**ABOUT THIS EXERCISE**.
Reproduce exactly the lines below, starting at the line that contains "pyautogui.click(x=<x>, y=<y>)" and ending with the last line of the records, both included; leave out any pictures.

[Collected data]
=== Section Start ===

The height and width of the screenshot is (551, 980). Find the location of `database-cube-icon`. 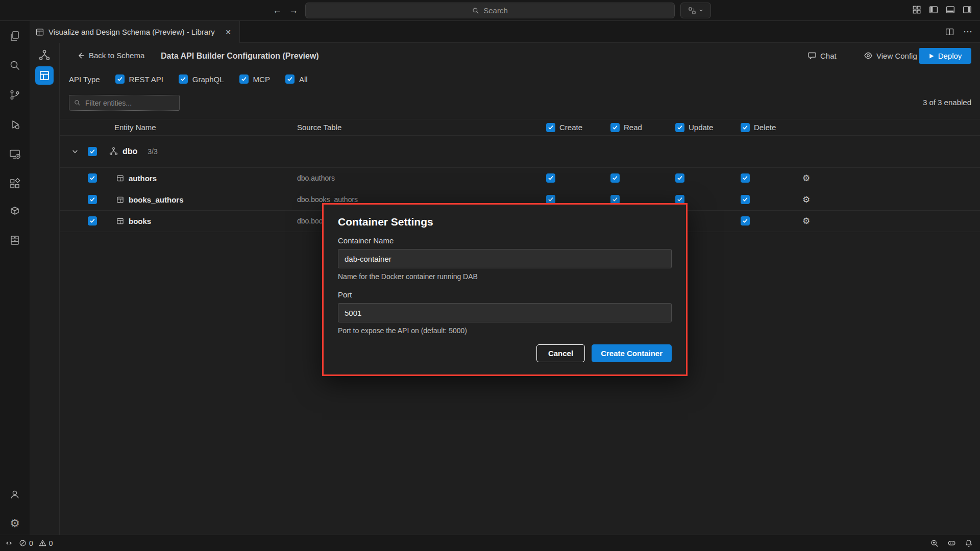

database-cube-icon is located at coordinates (15, 212).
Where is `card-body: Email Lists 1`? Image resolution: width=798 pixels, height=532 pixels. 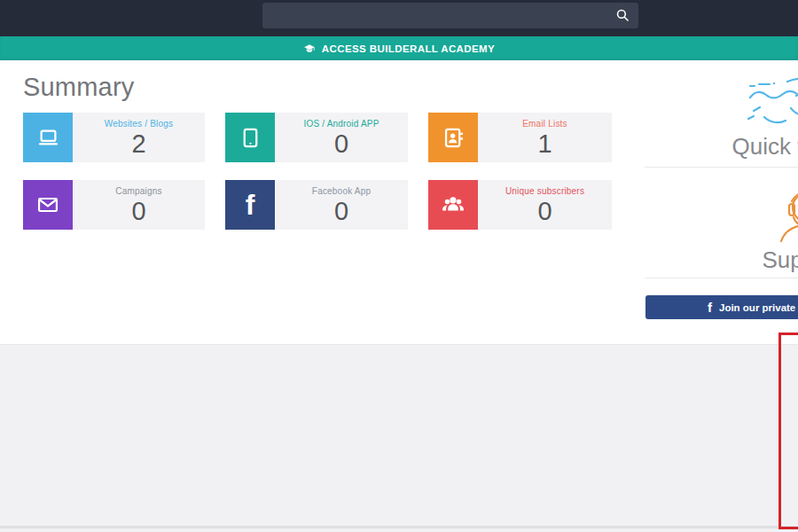 card-body: Email Lists 1 is located at coordinates (544, 137).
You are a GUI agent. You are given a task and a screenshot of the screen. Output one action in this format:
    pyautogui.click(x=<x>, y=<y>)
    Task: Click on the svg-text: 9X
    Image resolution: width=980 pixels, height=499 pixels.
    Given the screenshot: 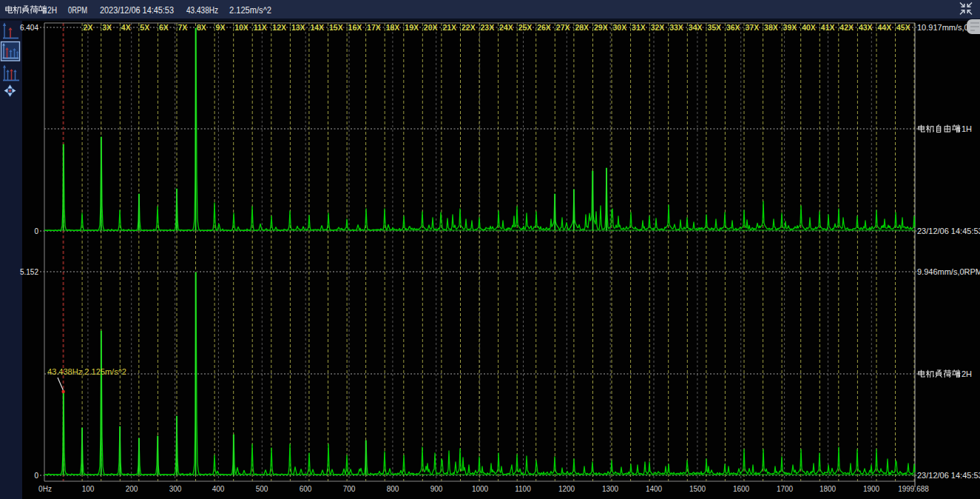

=== Section End ===

**SOLUTION FOR THIS EXERCISE**.
    pyautogui.click(x=<x>, y=<y>)
    Task: Click on the svg-text: 9X
    Image resolution: width=980 pixels, height=499 pixels.
    Given the screenshot: 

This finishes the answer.